Directions: For every entry below, retype it exactly as it reads.

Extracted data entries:
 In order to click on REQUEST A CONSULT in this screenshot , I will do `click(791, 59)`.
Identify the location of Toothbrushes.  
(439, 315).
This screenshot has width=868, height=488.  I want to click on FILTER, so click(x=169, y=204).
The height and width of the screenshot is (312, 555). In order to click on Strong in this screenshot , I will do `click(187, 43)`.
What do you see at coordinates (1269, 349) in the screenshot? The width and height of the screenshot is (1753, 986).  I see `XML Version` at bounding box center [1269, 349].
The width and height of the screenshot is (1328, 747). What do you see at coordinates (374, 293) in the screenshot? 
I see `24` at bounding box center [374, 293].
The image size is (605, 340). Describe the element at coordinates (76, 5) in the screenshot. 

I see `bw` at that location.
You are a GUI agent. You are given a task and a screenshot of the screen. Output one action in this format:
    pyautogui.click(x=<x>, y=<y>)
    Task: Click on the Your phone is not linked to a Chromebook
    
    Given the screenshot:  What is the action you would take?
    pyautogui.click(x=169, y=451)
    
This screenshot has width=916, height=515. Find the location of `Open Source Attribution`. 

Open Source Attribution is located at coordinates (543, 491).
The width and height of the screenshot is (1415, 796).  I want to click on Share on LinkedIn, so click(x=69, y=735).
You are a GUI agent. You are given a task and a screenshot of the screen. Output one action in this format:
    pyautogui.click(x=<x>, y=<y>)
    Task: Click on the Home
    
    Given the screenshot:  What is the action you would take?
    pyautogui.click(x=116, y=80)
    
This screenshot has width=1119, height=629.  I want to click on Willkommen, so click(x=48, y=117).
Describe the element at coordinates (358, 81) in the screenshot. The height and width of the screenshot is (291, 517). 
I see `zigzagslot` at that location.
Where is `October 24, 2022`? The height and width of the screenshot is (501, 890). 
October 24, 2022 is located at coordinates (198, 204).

Written solution:
 In order to click on REQUEST A CONSULT in this screenshot , I will do `click(791, 59)`.
Identify the location of Toothbrushes.  
(439, 315).
This screenshot has width=868, height=488.  I want to click on FILTER, so click(x=169, y=204).
The height and width of the screenshot is (312, 555). In order to click on Strong in this screenshot , I will do `click(187, 43)`.
What do you see at coordinates (1269, 349) in the screenshot? The width and height of the screenshot is (1753, 986).  I see `XML Version` at bounding box center [1269, 349].
The width and height of the screenshot is (1328, 747). What do you see at coordinates (374, 293) in the screenshot? 
I see `24` at bounding box center [374, 293].
The image size is (605, 340). Describe the element at coordinates (76, 5) in the screenshot. 

I see `bw` at that location.
You are a GUI agent. You are given a task and a screenshot of the screen. Output one action in this format:
    pyautogui.click(x=<x>, y=<y>)
    Task: Click on the Your phone is not linked to a Chromebook
    
    Given the screenshot:  What is the action you would take?
    pyautogui.click(x=169, y=451)
    
This screenshot has width=916, height=515. Find the location of `Open Source Attribution`. 

Open Source Attribution is located at coordinates (543, 491).
The width and height of the screenshot is (1415, 796).  I want to click on Share on LinkedIn, so click(x=69, y=735).
You are a GUI agent. You are given a task and a screenshot of the screen. Output one action in this format:
    pyautogui.click(x=<x>, y=<y>)
    Task: Click on the Home
    
    Given the screenshot:  What is the action you would take?
    pyautogui.click(x=116, y=80)
    
This screenshot has width=1119, height=629.  I want to click on Willkommen, so click(x=48, y=117).
Describe the element at coordinates (358, 81) in the screenshot. The height and width of the screenshot is (291, 517). 
I see `zigzagslot` at that location.
Where is `October 24, 2022`? The height and width of the screenshot is (501, 890). 
October 24, 2022 is located at coordinates (198, 204).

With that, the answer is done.